Kidnapping Mr Heineken
Subscribe
X

Subscribe to Forte Magazine

Kidnapping Mr Heineken

The year is 1983, the place is the Netherlands, and a group of friends (including Sam Worthington, Ryan Kwanten and Jim Sturgess) are drowning in debts from their failing construction company. With all legal fund-raising avenues (including physically tossing squatters out of their building) exhausted and figuring that the only way they can get away with a kidnapping is if the police think it’s been committed by a serious organisation, they turn to crime and aim big: Freddy Heineken (Anthony Hopkins), CEO of brewing company Heineken.
This real-life story starts out strong, but suffers from a lack of tension once Heineken’s been napped and locked away in the back of a shed. The early matter-of-fact preparations by the group are interesting in a procedural way, while the eventual problems with their scheme and the collapse of the group into warring factions finally brings some much-needed twists and turns to the story.
Despite Hopkins’ strong performance (Heineken is a master manipulator even when he’s chained to a wall) the middle stretch drags on and on. The actors’ use of their natural accents can be distracting (presumably they’d be dubbed in Europe), but they’re all convincing (especially Worthington) as decent, likeable guys. Which is a bit of a problem too, as we never get much of a sense as to what motivated them past financial desperation – and as a couple of them ended up as major organised crime figures once all this was over, this lack of insight into their characters seems a serious oversight.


:: Brief ::
From the entries below, copy every line that has the word "Image".

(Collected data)
╔══

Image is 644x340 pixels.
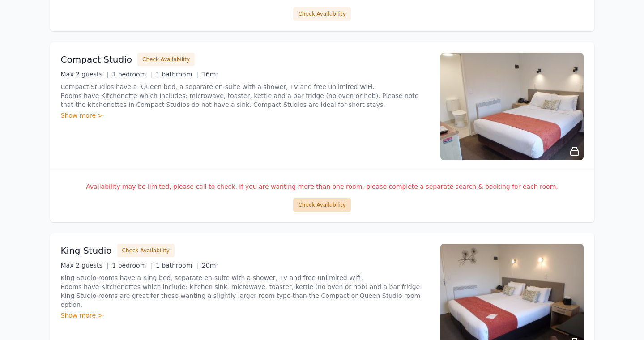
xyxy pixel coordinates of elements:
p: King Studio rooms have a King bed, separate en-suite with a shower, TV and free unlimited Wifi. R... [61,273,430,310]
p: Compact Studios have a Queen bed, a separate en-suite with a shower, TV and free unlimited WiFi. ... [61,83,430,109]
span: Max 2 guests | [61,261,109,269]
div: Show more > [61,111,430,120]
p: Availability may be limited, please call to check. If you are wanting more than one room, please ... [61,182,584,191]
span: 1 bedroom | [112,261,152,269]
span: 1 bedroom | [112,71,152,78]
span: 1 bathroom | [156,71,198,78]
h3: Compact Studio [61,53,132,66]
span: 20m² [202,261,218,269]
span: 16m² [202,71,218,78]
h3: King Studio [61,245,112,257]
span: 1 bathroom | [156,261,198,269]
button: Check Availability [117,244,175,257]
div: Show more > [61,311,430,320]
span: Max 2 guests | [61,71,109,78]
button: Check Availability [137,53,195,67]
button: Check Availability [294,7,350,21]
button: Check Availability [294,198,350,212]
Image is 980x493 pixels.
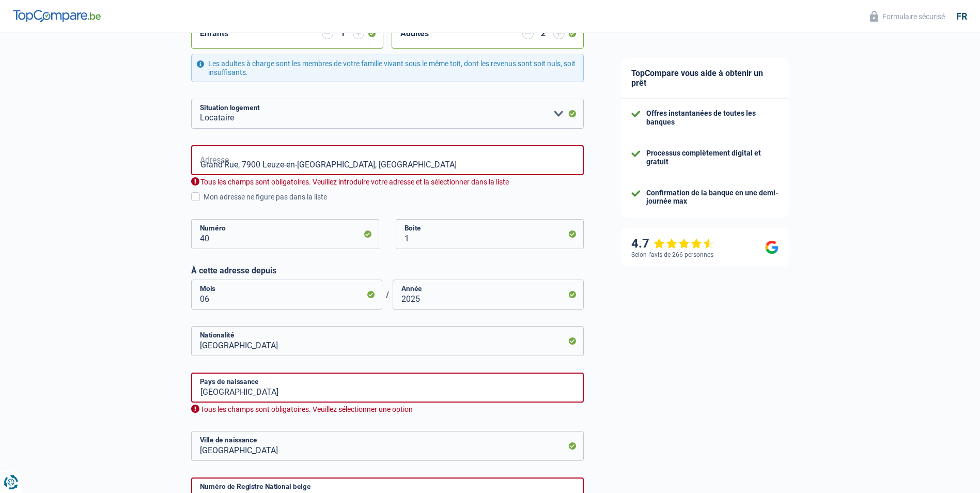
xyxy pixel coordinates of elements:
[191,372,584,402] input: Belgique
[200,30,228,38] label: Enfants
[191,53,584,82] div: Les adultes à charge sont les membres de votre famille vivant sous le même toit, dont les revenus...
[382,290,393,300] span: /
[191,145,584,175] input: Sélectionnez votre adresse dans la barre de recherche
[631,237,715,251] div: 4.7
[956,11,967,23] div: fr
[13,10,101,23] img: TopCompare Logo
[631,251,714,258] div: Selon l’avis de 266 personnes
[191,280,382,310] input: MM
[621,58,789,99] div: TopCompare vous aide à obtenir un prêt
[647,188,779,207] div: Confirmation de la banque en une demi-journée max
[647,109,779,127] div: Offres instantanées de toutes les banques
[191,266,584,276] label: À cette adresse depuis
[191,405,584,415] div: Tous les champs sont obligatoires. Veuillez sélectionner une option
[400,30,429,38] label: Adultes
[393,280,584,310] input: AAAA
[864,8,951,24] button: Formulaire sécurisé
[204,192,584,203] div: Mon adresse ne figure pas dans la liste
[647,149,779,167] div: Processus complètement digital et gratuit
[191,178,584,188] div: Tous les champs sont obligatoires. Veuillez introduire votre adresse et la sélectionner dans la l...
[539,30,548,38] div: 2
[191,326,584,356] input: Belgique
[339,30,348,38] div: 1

╚══
╔══

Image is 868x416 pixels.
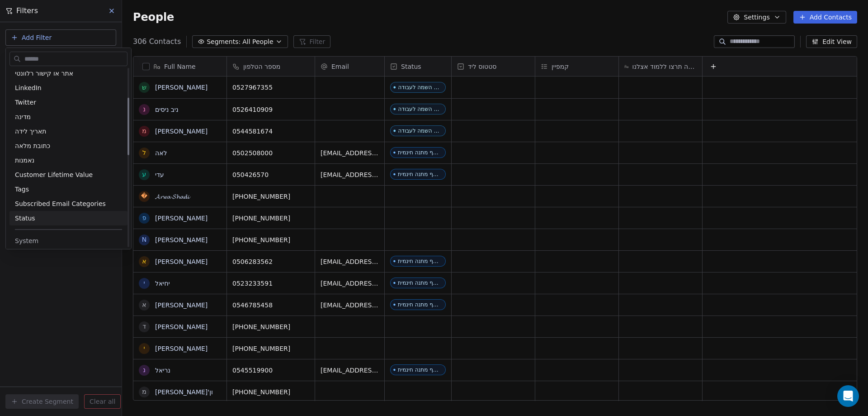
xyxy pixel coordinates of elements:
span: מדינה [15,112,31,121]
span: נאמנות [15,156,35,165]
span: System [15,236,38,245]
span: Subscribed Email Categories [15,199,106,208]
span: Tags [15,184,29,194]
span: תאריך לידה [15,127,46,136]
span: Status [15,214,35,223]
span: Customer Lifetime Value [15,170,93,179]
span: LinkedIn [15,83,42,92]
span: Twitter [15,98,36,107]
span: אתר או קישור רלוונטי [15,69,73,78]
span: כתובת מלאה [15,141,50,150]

╚══
╔══

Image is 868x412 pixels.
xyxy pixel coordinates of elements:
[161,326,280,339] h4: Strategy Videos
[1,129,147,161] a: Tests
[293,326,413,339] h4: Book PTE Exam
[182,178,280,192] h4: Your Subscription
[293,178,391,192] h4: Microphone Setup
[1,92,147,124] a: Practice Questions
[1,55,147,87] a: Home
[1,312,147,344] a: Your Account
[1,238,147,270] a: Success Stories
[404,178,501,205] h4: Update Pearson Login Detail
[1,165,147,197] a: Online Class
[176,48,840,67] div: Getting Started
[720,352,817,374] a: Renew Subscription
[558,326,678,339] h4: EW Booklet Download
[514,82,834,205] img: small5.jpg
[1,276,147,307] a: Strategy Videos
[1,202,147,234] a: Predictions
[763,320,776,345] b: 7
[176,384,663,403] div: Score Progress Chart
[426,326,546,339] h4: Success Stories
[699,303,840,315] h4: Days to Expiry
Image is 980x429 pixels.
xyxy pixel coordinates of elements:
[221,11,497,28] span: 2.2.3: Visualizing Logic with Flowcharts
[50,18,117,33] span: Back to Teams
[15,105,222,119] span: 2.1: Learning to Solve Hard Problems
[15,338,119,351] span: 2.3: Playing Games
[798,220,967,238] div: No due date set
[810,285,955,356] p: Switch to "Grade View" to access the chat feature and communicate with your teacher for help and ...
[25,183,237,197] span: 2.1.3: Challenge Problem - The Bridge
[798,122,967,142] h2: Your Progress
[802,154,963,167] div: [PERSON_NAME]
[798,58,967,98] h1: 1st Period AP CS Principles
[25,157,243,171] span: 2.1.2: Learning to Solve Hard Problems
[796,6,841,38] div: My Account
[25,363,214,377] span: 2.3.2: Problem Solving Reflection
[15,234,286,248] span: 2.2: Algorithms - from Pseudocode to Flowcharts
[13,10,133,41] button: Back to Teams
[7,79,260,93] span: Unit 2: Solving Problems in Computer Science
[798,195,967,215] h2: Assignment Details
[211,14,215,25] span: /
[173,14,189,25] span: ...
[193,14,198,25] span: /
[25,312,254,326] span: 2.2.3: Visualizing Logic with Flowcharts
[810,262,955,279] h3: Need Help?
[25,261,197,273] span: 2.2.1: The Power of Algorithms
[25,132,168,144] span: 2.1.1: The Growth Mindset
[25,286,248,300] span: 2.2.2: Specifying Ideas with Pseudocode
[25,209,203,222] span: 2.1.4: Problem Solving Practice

╚══

:: Exercise solution ::
Image is 644x340 pixels.
Image is 980x493 pixels.
Image is 868x416 pixels.
Image is 868x412 pixels.
Image is 980x429 pixels.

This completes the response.